As cap rate expansion continues across secondary and tertiary markets, sponsors who underwrote 2022 vintage deals face a structural reckoning. The combination of elevated interest rates, compressed NOI growth, and maturing debt stacks has created a valuation gap that is now forcing difficult decisions across the industry.
The Valuation Gap
Loans originated at 4.5–5.5% cap rates in 2021–2022 now face effective valuations 15–25% below original underwriting. In gateway markets where transaction data is most reliable, this is already reflected in trades. In secondary markets — Tampa, Charlotte, Nashville, Austin — the adjustment is still unfolding, constrained by a thin transaction market that obscures true mark-to-market exposure.

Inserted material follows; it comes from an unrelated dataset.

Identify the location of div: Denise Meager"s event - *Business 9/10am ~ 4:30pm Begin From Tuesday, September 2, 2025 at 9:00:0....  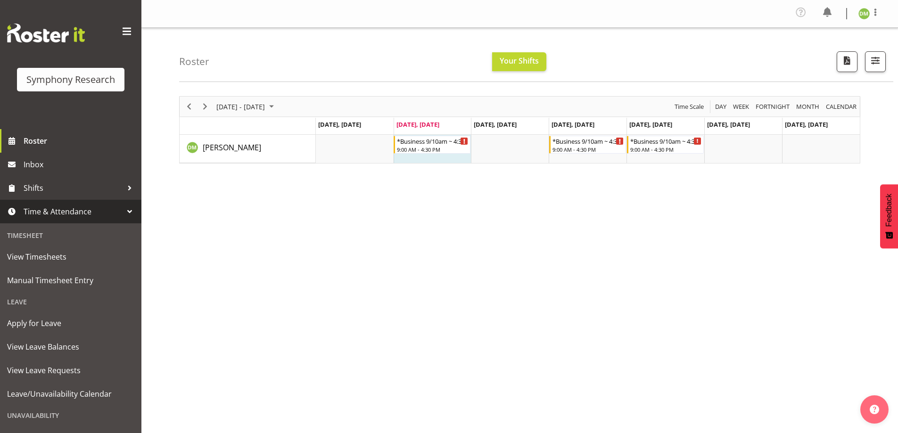
(432, 145).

The refinancing challenge is acute. Many 2022 vintage bridge loans were structured with 12–18 month terms and 65–70% LTV assumptions. Those same assets may now support only 55–60% LTV at current values, creating a gap that sponsor equity alone cannot bridge.

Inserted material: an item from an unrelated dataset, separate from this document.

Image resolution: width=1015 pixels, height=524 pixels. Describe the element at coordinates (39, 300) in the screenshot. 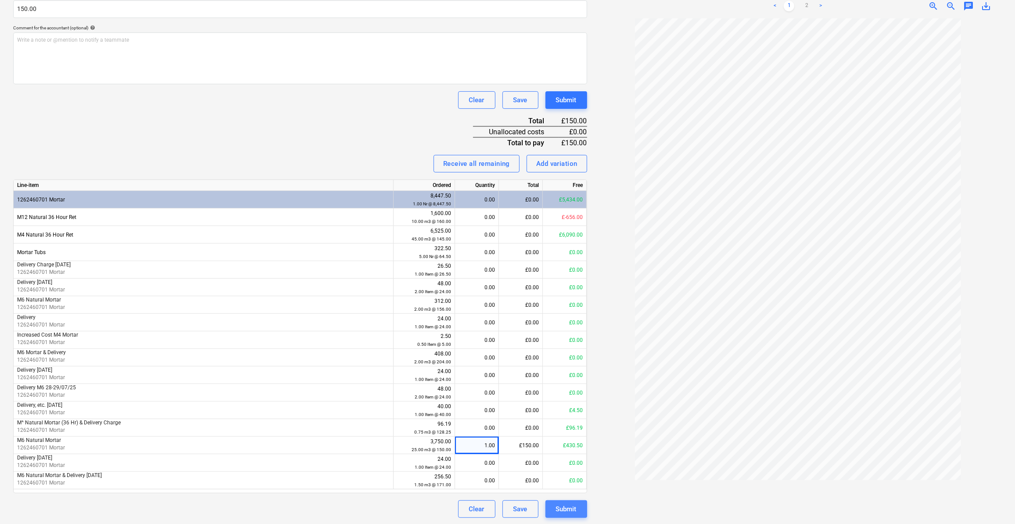

I see `span: M6 Natural Mortar` at that location.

## Where Asymmetric Opportunity Exists
Disciplined capital is finding its clearest entry points in situations where: - The sponsor has exhausted mezzanine capacity and needs a creative debt solution - Operating assets have stabilized but need bridge capital to a permanent financing window - Portfolio companies are consolidating positions across overlapping positions
The spread between what distressed sellers need to achieve and what the market can support at current valuations creates a window for buyers with available capital and deal structuring expertise.

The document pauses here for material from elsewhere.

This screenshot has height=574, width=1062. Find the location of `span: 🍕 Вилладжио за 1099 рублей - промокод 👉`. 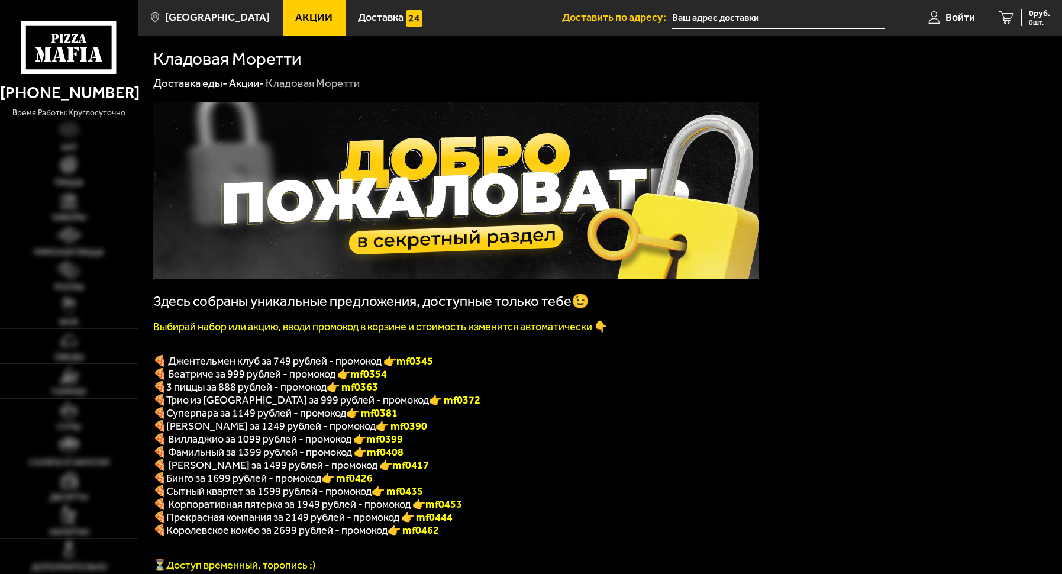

Implications for Deal Structuring
New deal origination in this environment requires more sophisticated capital stacks. We are seeing increased use of preferred equity, mezzanine tranches, and structured equity to bridge the gap between senior debt capacity and acquisition price. These instruments carry higher cost but provide the flexibility needed in a market with fewer clean financing options.
Borrowers who can demonstrate strong operating fundamentals, sponsor credibility, and a credible exit story will find lenders willing to provide constructive capital — but at pricing and structures that reflect today's risk environment rather than 2021 norms.